In other words, they may have turned off 3,000 devices the day the Supreme Court issued its ruling, but they turned about 2,750 of them back on soon afterwards.
Truly Wild Wild West. Nothing will teach them that there need to stay under the law just like anyone else.
Mr. Meuller: why don't we go one step further; how about proposal to build safe and secure prisons and just simply lock everyone in??!! Won't that actually stop every possible crime from happening?? I mean: all the thefts, murders, rapes, it all can be avoid and stopped if you kindly please lock us all in!
Maybe I misunderstand the point of your comment, but they turned 2,750 of them back on because they were able to obtain warrants for those permitting them to continue the surveillance. There's nothing illegal about that, and it shows they're sticking to the new ruling and to the law.
There's the ~250 or so that they had to turn off permanently because they couldn't get warrants for them, presumably because they could not show probable cause.
The purpose was to require and remind the FBI that they too have to follow the law of the land.
They should have had to get a warrant before they put any tracking device anywhere (and I'm willing to bet they knew that) and they should have been smacked down for every instance where they didn't.
Truly Wild Wild West. Nothing will teach them that there need to stay under the law just like anyone else.
Mr. Meuller: why don't we go one step further; how about proposal to build safe and secure prisons and just simply lock everyone in??!! Won't that actually stop every possible crime from happening?? I mean: all the thefts, murders, rapes, it all can be avoid and stopped if you kindly please lock us all in!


◆ **Work to complete**
A faithful copy of all the data is required; pictures should not be included.

◆ **Data for the task**
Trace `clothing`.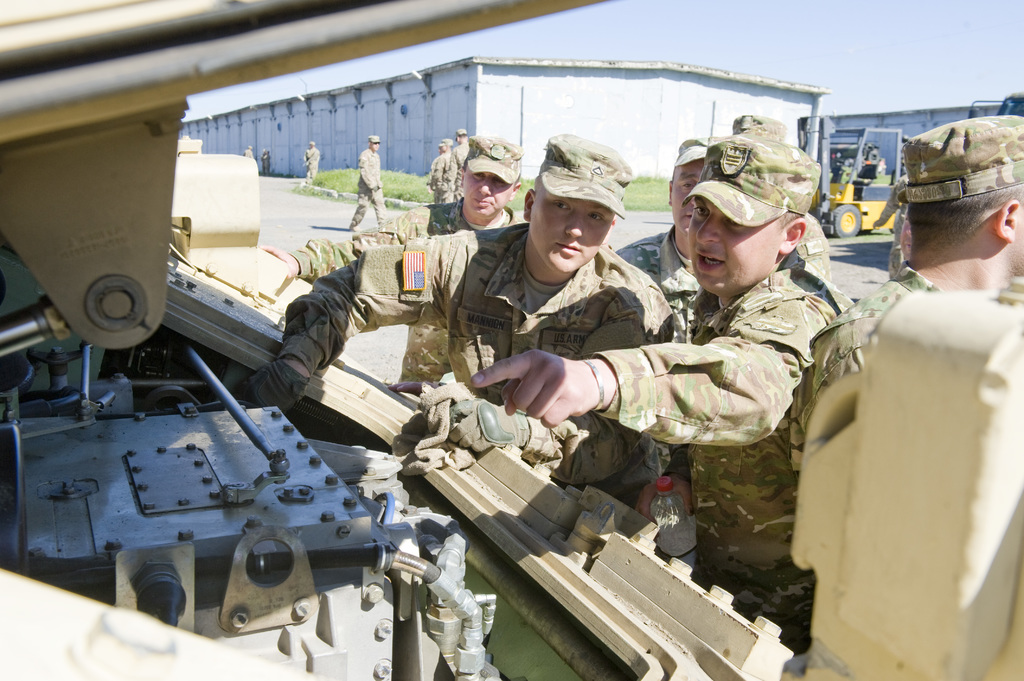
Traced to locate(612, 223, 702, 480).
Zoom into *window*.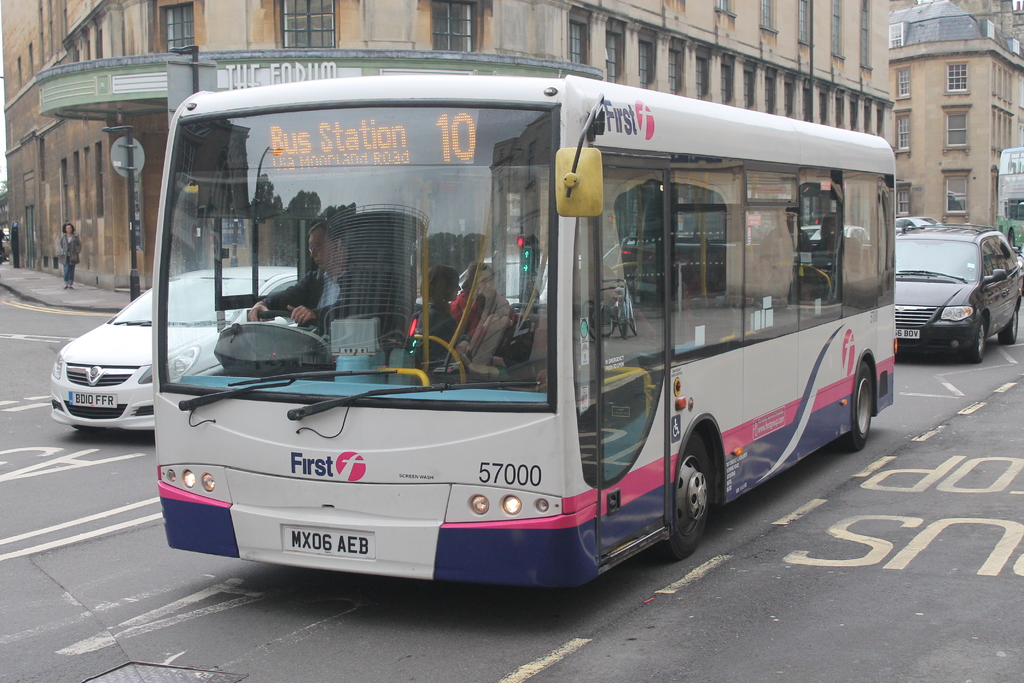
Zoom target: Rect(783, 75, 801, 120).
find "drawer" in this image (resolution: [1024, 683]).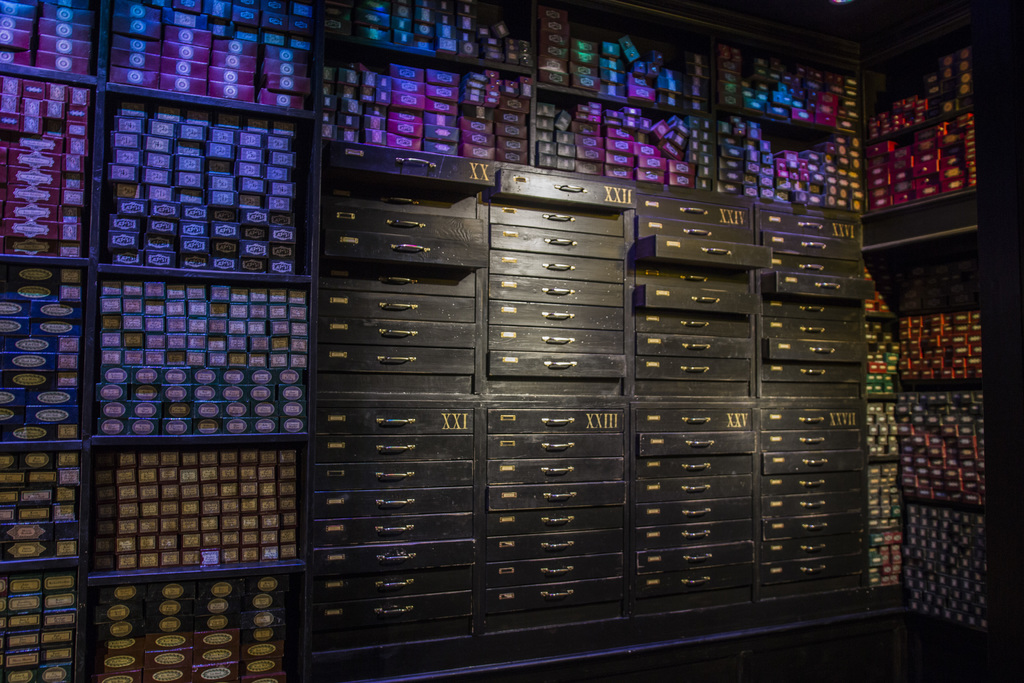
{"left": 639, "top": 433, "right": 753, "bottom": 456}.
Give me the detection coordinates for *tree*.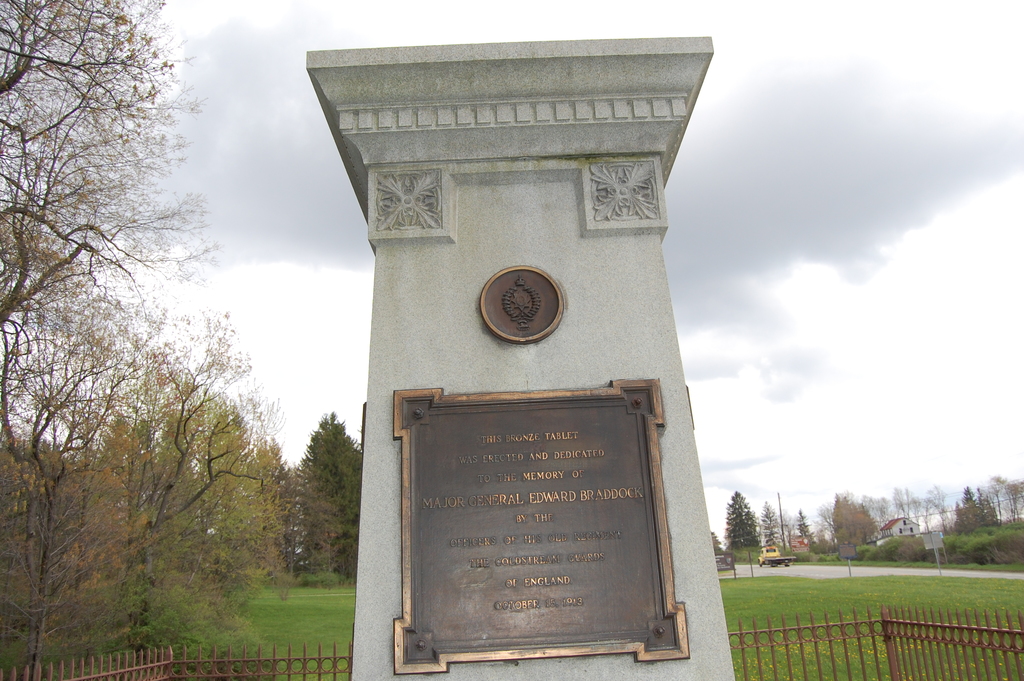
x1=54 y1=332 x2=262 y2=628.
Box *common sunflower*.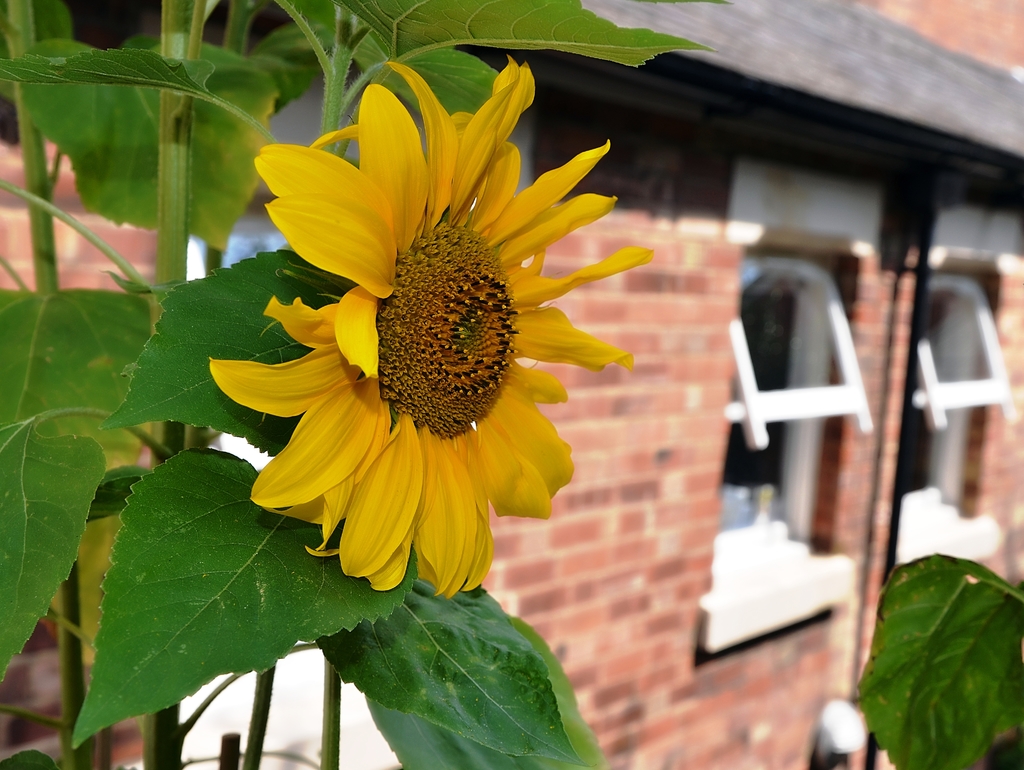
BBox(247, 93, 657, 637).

◆ **Solved exercise**
Trace `clothing`.
Traced to locate(612, 223, 702, 480).
Zoom into *window*.
Zoom target: Rect(783, 75, 801, 120).
find "drawer" in this image (resolution: [1024, 683]).
{"left": 639, "top": 433, "right": 753, "bottom": 456}.
Give me the detection coordinates for *tree*.
x1=54 y1=332 x2=262 y2=628.
Box *common sunflower*.
BBox(247, 93, 657, 637).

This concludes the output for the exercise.